MEASLES… HOW?

Graphic created of two children with 'measles.'

Graphic by Angeles Ramirez / the Advocate

Vaccinations are one of mankind’s greatest inventions: Polio, smallpox, cholera, and even the measles have been vastly reduced with new vaccine discoveries. However, the latter of those is making a very unexpected comeback: In Southwest Washington, specifically the Vancouver area, an outbreak of the measles virus has spread to several dozen people, with cases popping up in Oregon and other states, such as Texas.

This is really frustrating since measles, like polio or smallpox, is an old disease that modern society has mostly overcome through vaccinations. But we have a strange trend of people not vaccinating their children for fear them developing autism and I’ve never understood the logical reasoning for that. There is no scientific link to this claim, and the only people saying it’s true are celebrities, it seems.

If you aren’t vaccinating your kids, only for them to get an easily curable disease and live through the detriments of that, then what are you doing? Just leaving them to suffer – and maybe even succumb to it.

The more concerning part is how medical research for this is going to go, considering this is a developing situation. More cases are on the rise in other states and it won’t stop anytime soon. This can easily become a small pandemic since cases of the measles are more widespread in parts of Eastern Europe and Africa.

All of this leaves me scratching my head on how we let this happen. It sounds like the stuff of apocalyptic nightmares, letting a borderline, ancient disease evolve and overcome the antibiotics we use to treat it.

However, measles isn’t as strong a disease as the swine flu that popped up a decade ago, and it certainly won’t become the deadly epidemic of the Bubonic Plague.

Considering how fast the CDC (the federal Centers for Disease Control and Prevention) comes up with solutions and inventions, a major measles outbreak wouldn’t likely to be as concerning as, say, the Ebola virus coming to America.

But it doesn’t take away from the fact the we’re talking about the measles right now, when we shouldn’t be. I’ve seen plenty of Twitter jokes about anti-vaxxers, but who would’ve known it would get to CDC levels of seriousness. That in itself should show us that we shouldn’t value celebrity opinions as authority higher than the people who classify the facts. I, you, and many others should listen to doctors researching vaccinations instead of what Jenny McCarthy has to say on the “The Oprah Winfrey Show.”

After all: You can doubt medical science all you want, but when it’s flu season we all know the first thing we’ll do is go for that vaccine shot.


WORK ITEM:
Return every line from the records below with the string "curve".

SUPPLIED RECORDS START

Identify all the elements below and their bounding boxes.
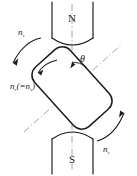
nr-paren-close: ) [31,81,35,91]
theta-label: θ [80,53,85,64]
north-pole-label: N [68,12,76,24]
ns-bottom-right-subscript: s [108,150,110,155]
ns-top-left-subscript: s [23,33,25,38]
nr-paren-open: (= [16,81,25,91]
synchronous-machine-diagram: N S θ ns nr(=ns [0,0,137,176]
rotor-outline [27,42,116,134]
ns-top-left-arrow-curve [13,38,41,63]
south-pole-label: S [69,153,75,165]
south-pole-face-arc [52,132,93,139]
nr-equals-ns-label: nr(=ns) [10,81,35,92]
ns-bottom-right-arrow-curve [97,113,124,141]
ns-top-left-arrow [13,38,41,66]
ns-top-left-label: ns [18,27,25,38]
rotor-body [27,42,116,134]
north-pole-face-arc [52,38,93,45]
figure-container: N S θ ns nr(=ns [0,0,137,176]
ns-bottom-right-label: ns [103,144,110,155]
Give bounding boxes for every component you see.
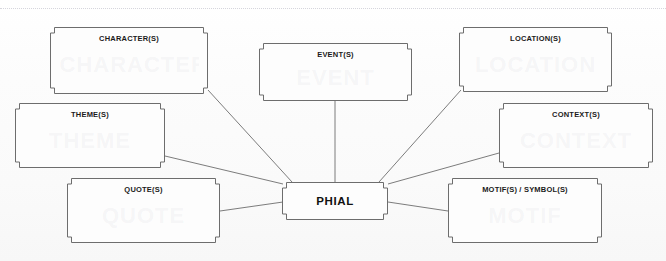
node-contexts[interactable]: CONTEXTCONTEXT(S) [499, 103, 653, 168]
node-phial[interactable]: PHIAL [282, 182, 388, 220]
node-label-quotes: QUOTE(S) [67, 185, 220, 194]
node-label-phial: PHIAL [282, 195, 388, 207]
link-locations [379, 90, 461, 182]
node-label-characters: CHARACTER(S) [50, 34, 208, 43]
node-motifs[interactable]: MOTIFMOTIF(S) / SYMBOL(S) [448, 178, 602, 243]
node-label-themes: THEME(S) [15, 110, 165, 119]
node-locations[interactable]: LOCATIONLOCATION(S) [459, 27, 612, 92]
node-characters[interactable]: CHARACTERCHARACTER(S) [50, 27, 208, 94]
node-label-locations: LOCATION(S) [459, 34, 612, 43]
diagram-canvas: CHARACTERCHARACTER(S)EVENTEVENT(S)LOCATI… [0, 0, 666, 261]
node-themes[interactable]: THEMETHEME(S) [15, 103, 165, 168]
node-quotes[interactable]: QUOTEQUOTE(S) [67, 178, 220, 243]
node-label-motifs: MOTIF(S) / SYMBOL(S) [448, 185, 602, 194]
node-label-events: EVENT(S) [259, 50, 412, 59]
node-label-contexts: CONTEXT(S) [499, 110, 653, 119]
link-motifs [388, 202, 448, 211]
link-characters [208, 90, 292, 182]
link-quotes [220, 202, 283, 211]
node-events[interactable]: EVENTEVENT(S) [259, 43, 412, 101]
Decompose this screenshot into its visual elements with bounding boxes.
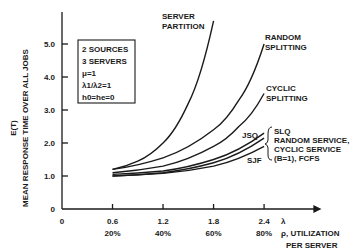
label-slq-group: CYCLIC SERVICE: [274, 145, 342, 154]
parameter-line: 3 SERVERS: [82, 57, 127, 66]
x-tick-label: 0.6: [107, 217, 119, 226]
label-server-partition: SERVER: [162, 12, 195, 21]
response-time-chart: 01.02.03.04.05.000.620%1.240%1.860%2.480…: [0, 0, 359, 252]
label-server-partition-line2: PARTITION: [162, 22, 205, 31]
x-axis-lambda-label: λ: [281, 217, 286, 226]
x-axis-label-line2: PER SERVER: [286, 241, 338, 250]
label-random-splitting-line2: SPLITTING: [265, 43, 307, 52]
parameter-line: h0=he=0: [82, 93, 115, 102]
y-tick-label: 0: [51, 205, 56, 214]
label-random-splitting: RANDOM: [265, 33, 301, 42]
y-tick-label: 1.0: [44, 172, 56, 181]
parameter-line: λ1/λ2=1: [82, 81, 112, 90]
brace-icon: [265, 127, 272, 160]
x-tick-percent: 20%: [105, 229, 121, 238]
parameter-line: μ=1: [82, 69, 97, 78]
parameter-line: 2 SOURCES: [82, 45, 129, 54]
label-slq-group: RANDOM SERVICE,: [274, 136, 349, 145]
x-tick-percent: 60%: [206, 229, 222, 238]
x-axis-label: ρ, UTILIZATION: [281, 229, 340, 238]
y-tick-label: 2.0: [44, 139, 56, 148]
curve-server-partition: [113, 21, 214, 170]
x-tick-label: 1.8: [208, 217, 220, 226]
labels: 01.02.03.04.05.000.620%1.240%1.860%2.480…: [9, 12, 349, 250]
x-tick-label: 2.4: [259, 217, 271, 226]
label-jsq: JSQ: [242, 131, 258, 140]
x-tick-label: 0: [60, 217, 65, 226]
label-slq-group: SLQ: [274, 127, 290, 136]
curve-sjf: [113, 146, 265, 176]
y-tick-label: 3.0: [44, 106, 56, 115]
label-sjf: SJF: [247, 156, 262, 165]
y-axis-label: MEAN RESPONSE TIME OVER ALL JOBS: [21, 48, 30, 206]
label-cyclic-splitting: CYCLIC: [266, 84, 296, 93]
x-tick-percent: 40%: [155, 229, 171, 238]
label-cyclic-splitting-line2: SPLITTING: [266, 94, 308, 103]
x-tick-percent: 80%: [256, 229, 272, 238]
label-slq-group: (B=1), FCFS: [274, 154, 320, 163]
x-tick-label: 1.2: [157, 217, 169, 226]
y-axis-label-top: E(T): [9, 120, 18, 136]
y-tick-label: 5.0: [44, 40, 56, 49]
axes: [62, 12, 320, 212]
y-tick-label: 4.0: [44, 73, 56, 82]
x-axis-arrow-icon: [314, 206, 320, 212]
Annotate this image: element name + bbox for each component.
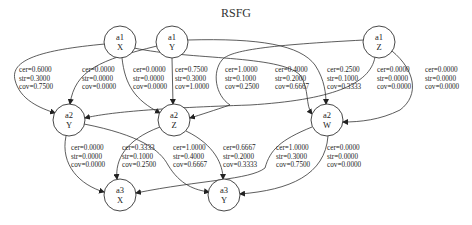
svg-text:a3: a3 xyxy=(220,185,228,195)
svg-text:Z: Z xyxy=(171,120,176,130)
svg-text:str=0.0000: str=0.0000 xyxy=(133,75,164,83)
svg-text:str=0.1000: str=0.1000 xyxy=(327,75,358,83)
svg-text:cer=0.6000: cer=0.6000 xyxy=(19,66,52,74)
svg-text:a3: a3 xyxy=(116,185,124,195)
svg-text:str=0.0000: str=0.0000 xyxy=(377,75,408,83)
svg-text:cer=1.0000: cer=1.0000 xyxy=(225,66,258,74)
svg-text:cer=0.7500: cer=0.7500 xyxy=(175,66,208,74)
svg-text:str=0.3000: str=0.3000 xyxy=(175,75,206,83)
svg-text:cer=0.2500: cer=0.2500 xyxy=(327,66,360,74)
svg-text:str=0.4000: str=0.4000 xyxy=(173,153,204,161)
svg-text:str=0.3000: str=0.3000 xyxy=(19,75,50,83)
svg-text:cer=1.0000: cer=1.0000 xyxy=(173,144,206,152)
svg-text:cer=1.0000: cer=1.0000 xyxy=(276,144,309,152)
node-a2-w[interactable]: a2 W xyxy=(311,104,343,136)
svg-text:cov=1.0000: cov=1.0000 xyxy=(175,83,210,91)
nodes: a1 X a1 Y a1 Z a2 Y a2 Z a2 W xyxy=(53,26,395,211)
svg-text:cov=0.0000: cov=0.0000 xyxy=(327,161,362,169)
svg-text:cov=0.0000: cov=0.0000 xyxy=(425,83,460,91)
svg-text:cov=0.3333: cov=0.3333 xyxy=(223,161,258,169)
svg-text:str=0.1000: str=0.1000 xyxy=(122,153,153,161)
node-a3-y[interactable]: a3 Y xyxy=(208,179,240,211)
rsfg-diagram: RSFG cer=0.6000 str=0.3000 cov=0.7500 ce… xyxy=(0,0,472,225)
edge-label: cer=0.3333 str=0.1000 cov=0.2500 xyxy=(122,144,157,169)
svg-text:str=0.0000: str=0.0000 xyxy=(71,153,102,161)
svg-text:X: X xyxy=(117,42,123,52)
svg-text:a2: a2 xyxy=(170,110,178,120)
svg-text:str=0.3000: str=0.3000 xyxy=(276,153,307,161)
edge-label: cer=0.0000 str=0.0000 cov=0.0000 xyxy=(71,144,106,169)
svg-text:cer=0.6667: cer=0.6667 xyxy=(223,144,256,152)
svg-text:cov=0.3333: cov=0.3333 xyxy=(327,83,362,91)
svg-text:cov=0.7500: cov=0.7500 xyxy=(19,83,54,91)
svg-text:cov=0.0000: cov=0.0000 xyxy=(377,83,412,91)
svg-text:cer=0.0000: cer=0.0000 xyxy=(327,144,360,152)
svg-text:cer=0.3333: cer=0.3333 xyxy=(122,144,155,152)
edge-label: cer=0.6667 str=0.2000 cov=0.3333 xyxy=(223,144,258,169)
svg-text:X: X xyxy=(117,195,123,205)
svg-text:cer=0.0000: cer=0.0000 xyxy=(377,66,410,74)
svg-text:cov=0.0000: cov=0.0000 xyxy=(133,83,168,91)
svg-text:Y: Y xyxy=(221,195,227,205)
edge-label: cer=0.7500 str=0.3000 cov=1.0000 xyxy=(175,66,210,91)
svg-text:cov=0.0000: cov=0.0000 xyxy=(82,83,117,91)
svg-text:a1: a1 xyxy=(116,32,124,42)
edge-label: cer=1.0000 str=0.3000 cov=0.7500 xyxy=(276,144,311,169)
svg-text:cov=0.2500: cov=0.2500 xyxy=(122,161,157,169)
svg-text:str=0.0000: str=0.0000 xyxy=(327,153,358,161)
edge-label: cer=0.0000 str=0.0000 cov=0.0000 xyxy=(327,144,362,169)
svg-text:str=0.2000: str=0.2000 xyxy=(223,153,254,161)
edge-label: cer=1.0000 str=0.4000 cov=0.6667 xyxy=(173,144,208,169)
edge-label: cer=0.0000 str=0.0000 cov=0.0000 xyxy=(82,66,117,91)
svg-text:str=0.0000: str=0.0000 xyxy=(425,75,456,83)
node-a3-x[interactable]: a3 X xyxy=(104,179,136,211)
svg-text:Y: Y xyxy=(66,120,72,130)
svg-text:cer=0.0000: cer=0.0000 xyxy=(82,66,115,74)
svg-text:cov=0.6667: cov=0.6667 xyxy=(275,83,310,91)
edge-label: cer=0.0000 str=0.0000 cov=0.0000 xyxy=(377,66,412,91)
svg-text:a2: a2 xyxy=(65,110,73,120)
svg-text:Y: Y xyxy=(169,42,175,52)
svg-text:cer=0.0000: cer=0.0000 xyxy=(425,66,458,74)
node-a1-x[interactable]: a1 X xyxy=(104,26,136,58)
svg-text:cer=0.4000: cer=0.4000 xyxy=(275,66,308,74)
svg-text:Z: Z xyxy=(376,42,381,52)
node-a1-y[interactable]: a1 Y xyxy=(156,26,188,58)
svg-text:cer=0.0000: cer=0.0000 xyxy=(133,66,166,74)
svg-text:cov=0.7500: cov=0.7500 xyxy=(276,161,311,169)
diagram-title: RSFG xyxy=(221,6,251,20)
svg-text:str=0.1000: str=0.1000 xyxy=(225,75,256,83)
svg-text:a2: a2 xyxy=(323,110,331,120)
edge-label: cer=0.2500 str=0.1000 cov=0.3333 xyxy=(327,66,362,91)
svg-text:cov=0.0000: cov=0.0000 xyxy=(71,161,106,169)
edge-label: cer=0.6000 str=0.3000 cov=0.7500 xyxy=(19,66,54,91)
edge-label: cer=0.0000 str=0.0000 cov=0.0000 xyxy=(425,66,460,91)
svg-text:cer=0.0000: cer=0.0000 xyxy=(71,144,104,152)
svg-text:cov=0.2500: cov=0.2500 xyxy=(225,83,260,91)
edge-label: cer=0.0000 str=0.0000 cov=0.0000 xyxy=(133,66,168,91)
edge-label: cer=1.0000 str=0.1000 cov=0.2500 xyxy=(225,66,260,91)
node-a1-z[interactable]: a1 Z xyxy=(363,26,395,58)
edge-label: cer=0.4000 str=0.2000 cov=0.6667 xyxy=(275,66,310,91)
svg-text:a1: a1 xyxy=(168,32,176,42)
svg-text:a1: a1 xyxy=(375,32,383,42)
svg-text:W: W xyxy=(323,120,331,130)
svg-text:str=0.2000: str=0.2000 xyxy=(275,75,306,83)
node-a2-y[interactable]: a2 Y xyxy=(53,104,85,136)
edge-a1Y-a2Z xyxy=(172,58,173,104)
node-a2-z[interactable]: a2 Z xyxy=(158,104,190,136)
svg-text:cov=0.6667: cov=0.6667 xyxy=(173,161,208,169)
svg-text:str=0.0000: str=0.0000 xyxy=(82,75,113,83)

SUPPLIED RECORDS END

OUTPUT FOR THIS TASK:
ns-top-left-arrow-curve [13,38,41,63]
ns-bottom-right-arrow-curve [97,113,124,141]
curve-server-partition: [113, 21, 214, 170]
curve-sjf: [113, 146, 265, 176]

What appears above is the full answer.